Stored data
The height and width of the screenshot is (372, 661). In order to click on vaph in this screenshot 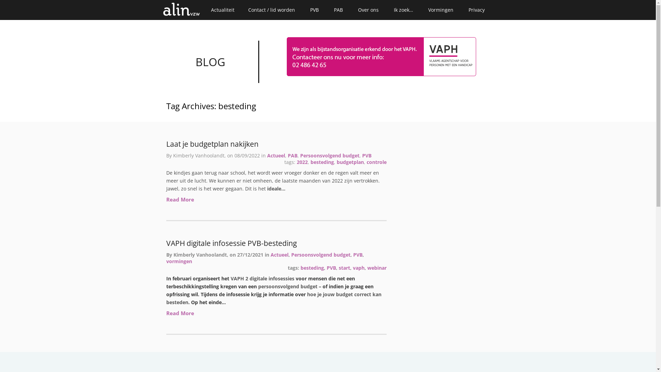, I will do `click(358, 268)`.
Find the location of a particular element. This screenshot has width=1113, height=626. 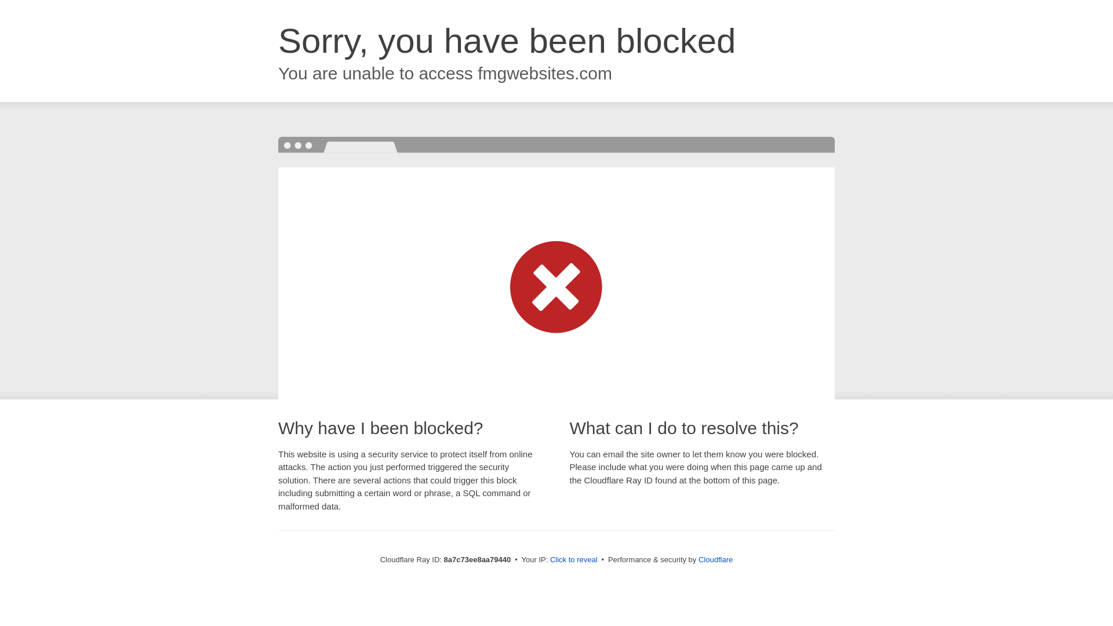

Cloudflare is located at coordinates (715, 559).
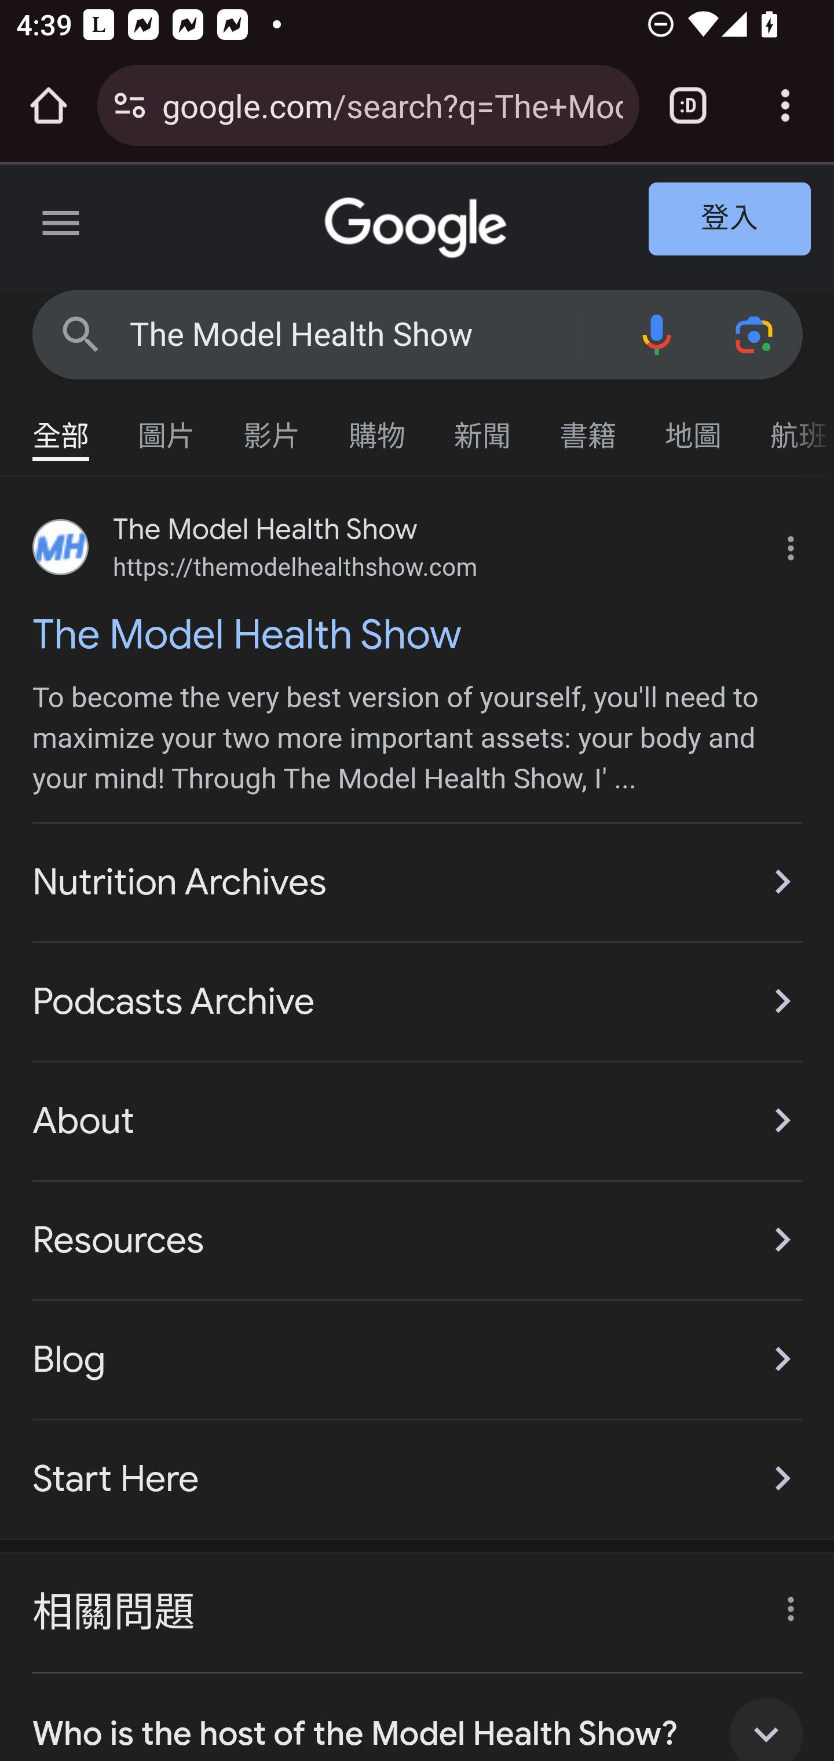 This screenshot has width=834, height=1761. Describe the element at coordinates (272, 425) in the screenshot. I see `影片` at that location.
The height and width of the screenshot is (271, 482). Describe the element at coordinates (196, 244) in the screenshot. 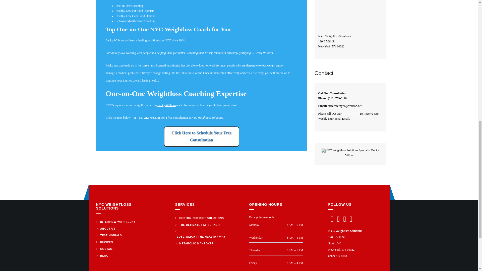

I see `METABOLIC MAKEOVER` at that location.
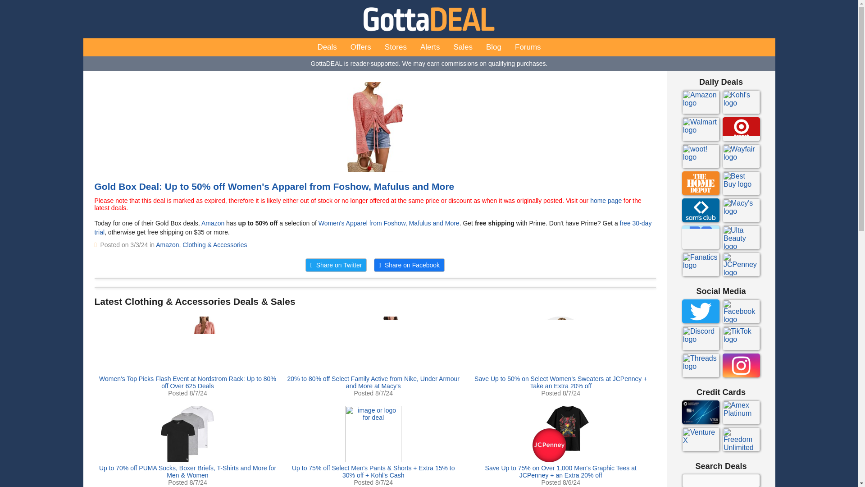  I want to click on   Share on Twitter, so click(336, 265).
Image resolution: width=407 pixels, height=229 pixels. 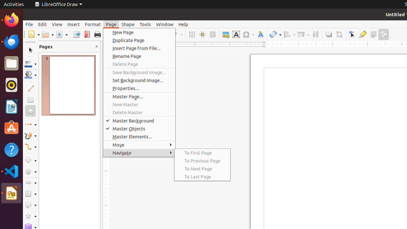 I want to click on View, so click(x=57, y=24).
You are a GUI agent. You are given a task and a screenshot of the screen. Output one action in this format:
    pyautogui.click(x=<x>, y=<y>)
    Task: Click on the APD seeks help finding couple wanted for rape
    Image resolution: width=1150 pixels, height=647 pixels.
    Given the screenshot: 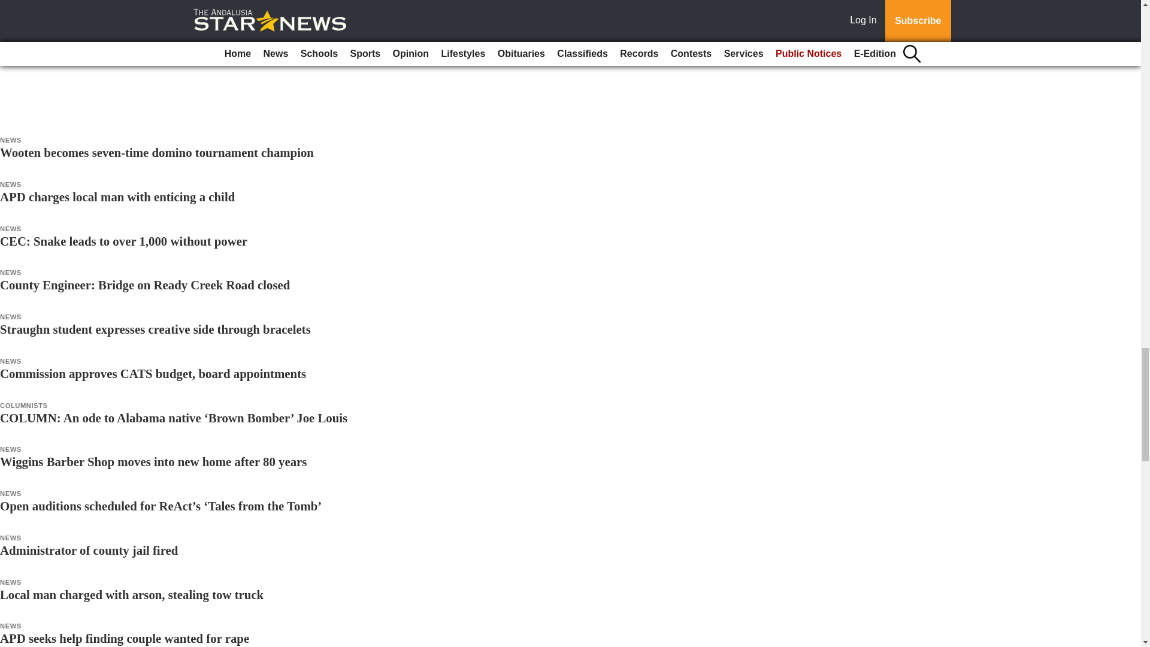 What is the action you would take?
    pyautogui.click(x=125, y=638)
    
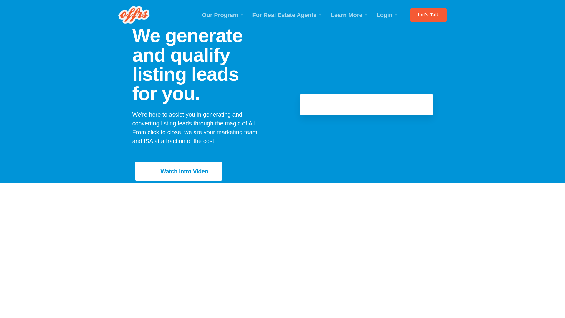 The image size is (565, 318). I want to click on Our Program, so click(223, 15).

What the exercise asks: Return the span of lines in the data above that opens at the line with "You are a GUI" and closes at the line with "Image resolution: width=1150", exactly, ends included, nothing else.

Written response:
You are a GUI agent. You are given a task and a screenshot of the screen. Output one action in this format:
    pyautogui.click(x=<x>, y=<y>)
    Task: Click on the APD seeks help finding couple wanted for rape
    Image resolution: width=1150 pixels, height=647 pixels.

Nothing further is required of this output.